Haley Bonar was only 18 when she released her first album back in 2001 — and 15 years later, her sharp and reflective songwriting dwells (appropriately enough) on her current place in that ceaseless coming-of-age process. The songs on Impossible Dream revolve around the ways we age into our identity, learn to live within our own skin, and try to look back only fleetingly, with as little regret as possible. "I was impossible when I was beautiful," she sings in "Kismet Kill," packing all the ambivalence she can into just seven words.

Though Impossible Dream is subdued in stretches, its peaks are as spiky as anything Bonar has recorded — try the gritty and galloping "Called You Queen" for an example — as the Minnesotan works through a young lifetime of confusion and doubt. ("I could be so happy if I let myself be happy," she sings in "I Can Change.") But, for an album so focused on the roadblocks we face en route to self-actualization, Impossible Dream's final words reflect the most important sentiment Bonar has learned along the way: "You can be whatever you like."

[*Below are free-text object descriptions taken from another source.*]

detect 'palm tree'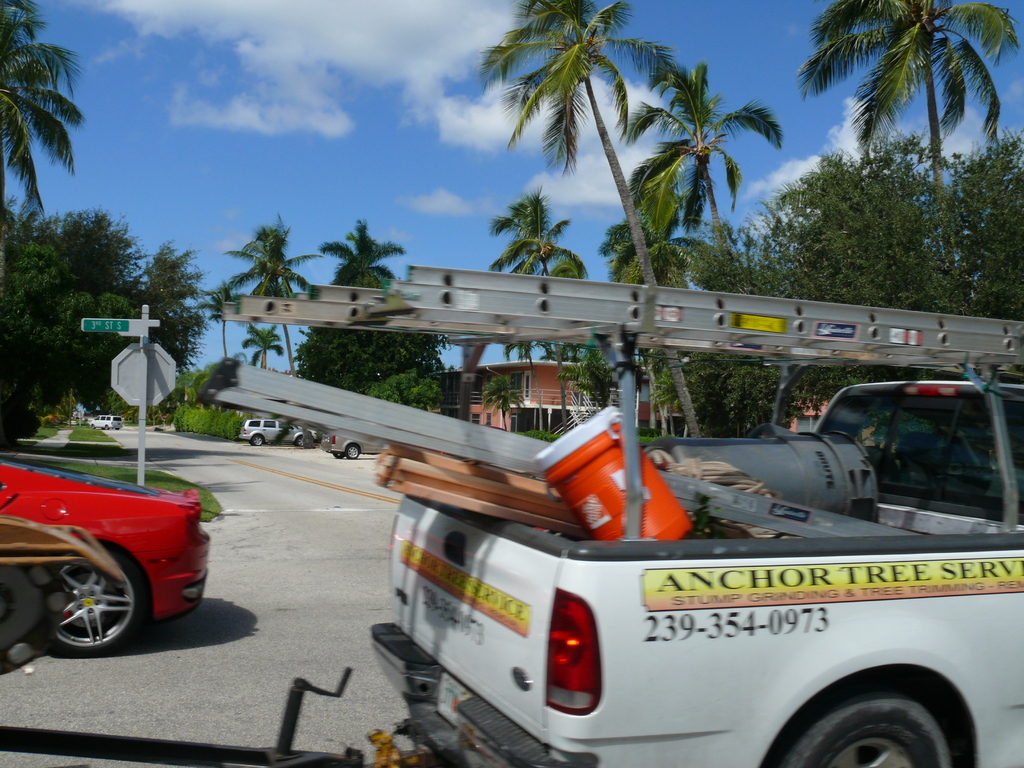
(x1=238, y1=321, x2=292, y2=371)
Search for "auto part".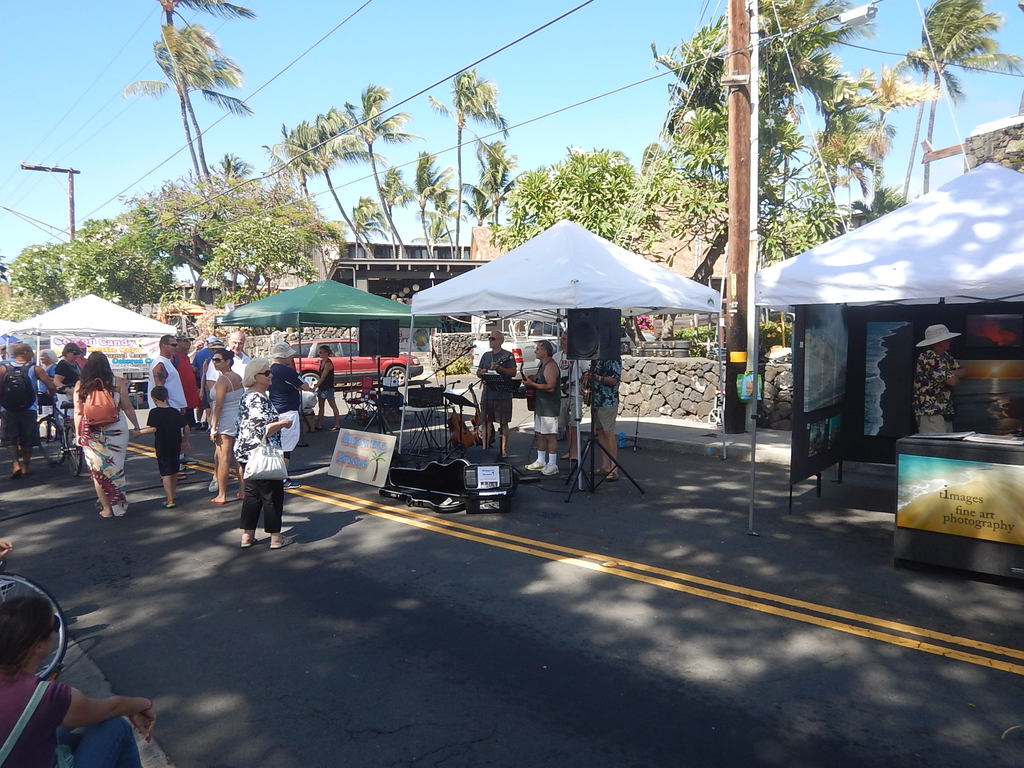
Found at box(287, 332, 426, 401).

Copyright 2022 NPR. To see more, visit https://www.npr.org.

Stephen Thompson
Stephen Thompson is a writer, editor and reviewer for NPR Music, where he speaks into any microphone that will have him and appears as a frequent panelist on All Songs Considered. Since 2010, Thompson has been a fixture on the NPR roundtable podcast Pop Culture Happy Hour, which he created and developed with NPR correspondent Linda Holmes. In 2008, he and Bob Boilen created the NPR Music video series Tiny Desk Concerts, in which musicians perform at Boilen's desk. (To be more specific, Thompson had the idea, which took seconds, while Boilen created the series, which took years. Thompson will insist upon equal billing until the day he dies.)